Thanks, as explained I am indeed porting old code.
No on the AA (as noted above). The mutex *is* created on
demand. Every Object can have a mutex, and it's only created
when you synchronize it for the first time.
Yes alright. I think the dev made a design mistake because he
called synchronized( OpenAL.mutex ) when it should be more of a
global, non OpenAL specific, mutex. I mean in the code there were
things like (pseudo-code)
---
System {
private int[] buffer
func() {
synch (openal.mutex)
{
openal.dosmthg (buffer)
buffer.change() // buffer being the member of System
openal.dosmthg(buffer)
}
}
}
---
Basically, it's the entire buffers handling ( the 3 statements)
which should be done the "atomic" way, not just the calls to
openAL. So the mutex should be a member variable of System at
worse. I just replaced
synchronized ( openal.mutex ) {
by
synchronized { // create a global mutex
Of course synchronized (open.mutex) would probably work, but
getting the mutex of an abstract class which is used only in part
of the calls looks like a design error to me!
I would say the AA initialization is standard D. Using the
class as a namespace isn't standard or necessary. If anything,
it should be a struct, or you can use a template. But I can't
see why you can't just use a module.
I replaced the AA entirely (by a switch in a nested function!).
Got rid of the static init() then.
I replaced 'class' by 'struct', which does not oblige me to
change the entire code using the syntax "OpenAL.smthg" . But I
was tempted to go to the next step:
import OpenAL = ...openal; // should not have to change any code
either if it works!
I just have to verify all the imports in the other modules and I
can delete the "struct OpenAL" scope. I don't have enough
experience in D2 to think about the impact of such a change
though, ie from *****
---
// openal.d file
module a.b.OpenAL
struct OpenAL{ void dosmthg()}
// another file
import a.b.OpenAL
OpenAL.dosmthg()
---
******** to *******
---
// openal.d file
module a.b.OpenAL
void dosmthg()
// another file
import OpenAL = a.b.OpenAL
OpenAL.dosmthg()
---
Thanks again for all the info so far. Learning a lot.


- _About this exercise_
A line below contains "You are a GUI", and a later one contains "The height and". Repeat both, with every line between them, exactly.

- _Records shown_
Segment Open
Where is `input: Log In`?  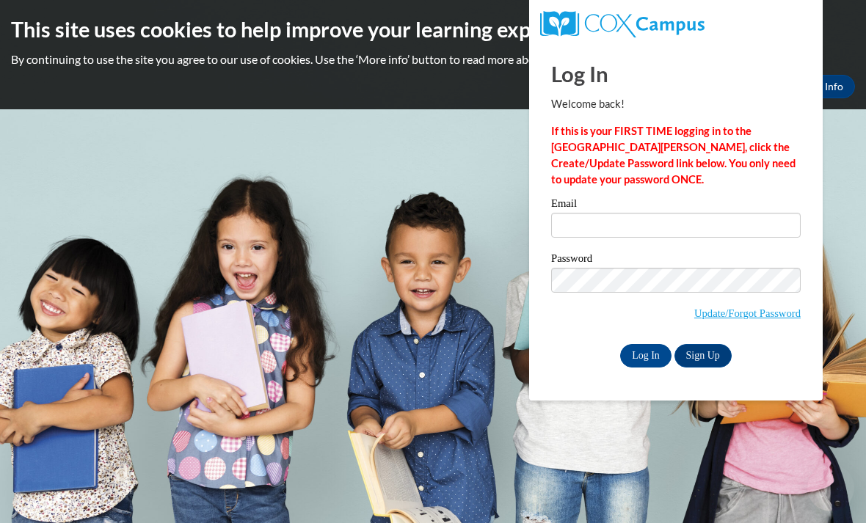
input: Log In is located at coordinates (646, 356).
Segment Closed
Segment Open
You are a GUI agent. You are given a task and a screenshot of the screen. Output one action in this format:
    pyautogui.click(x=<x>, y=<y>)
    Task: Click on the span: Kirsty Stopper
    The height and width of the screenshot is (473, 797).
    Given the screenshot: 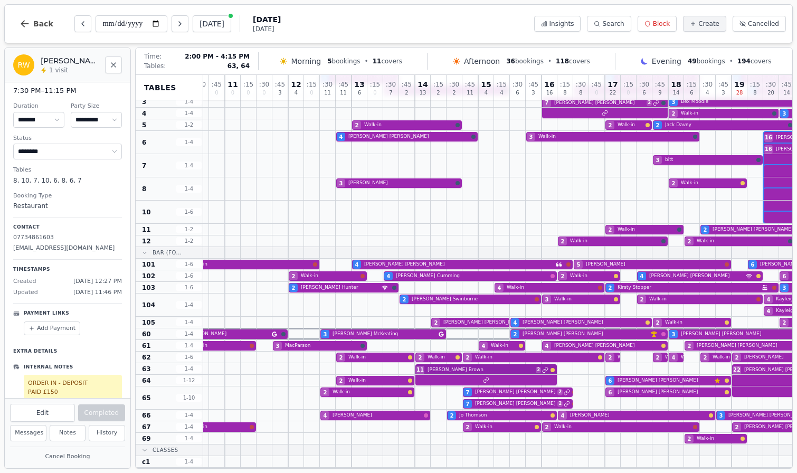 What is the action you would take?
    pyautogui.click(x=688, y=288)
Segment Closed
- _Exercise response_
You are a GUI agent. You are given a task and a screenshot of the screen. Output one action in this format:
    pyautogui.click(x=<x>, y=<y>)
    Task: Click on the span: Kirsty Stopper
    The height and width of the screenshot is (473, 797).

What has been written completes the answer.